Causation is central to the way that people make sense of events and facts, and confusion about causation may breed mistrust, rumors, and speculation. Confronted with conflicting narratives in a landscape of information disorder, social groups cohere around shared heuristics for selecting and constructing causal narratives. Causal Reasoning and Online Science Skepticism (CROSS) is an innovative research program which uses social media data as a window into the causal reasoning and argumentation that science promoters and science skeptics use to motivate their causal narratives. Based around three case studies where popular online counter-narratives conflict with scientific consensus (anthropogenic climate change, vaccine efficacy, and the transmission COVID-19), CROSS is guided by three core research questions:

  • RQ1: What are the linguistic, discursive, rhetorical and topical patterns that characterize science skeptical arguments of a causal nature?
  • RQ2: Which types of science denying causal narratives are potentially universal and which are culturally anchored?
  • RQ3: What types of causal and counterfactual reasoning underly the defining arguments and narratives of science denial movements?

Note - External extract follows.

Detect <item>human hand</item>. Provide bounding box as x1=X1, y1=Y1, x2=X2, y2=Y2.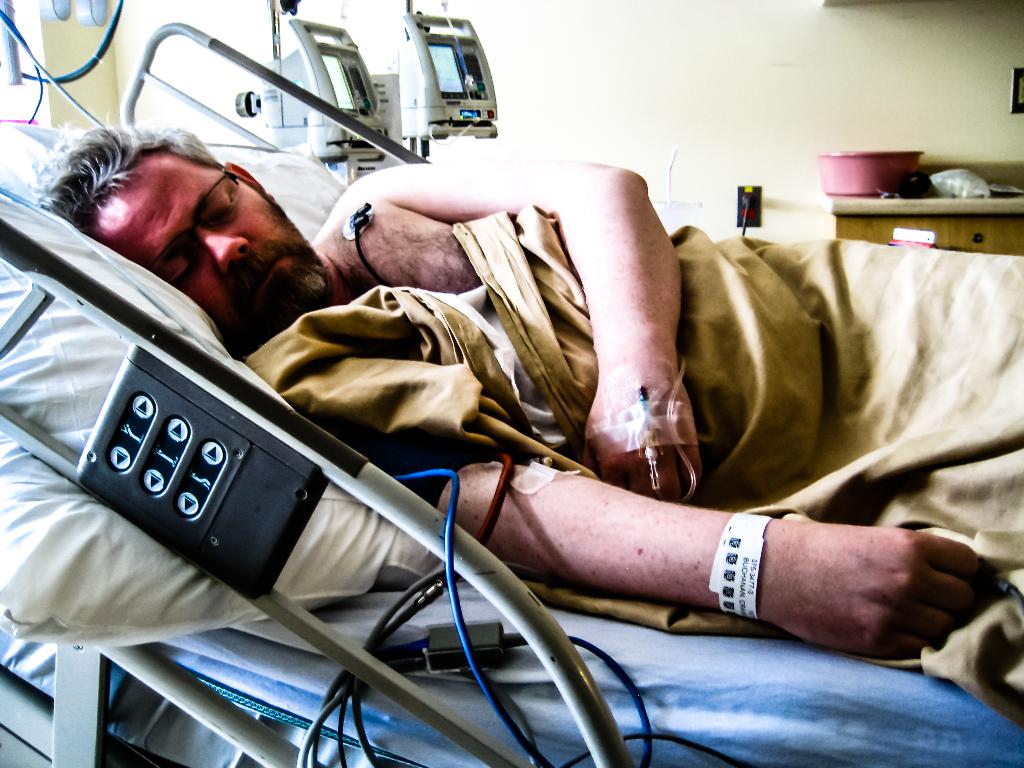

The aim of CROSS is to shed light on the cognitive, inferential, and discursive foundations of science denial by combining the strengths of both theoretical and computational linguistics, with the long-term goal of improving scientific communication strategies and public uptake. It will also entail major contributions to the related fields of cognitive causal modeling and linguistic semantics, and the branch of AI known as Natural Language Understanding (NLU).  Additionally, by working with multilingual datasets in the setting of a linguistics department, CROSS can begin to evaluate which properties of science denial narratives are potentially universal and which are culturally anchored.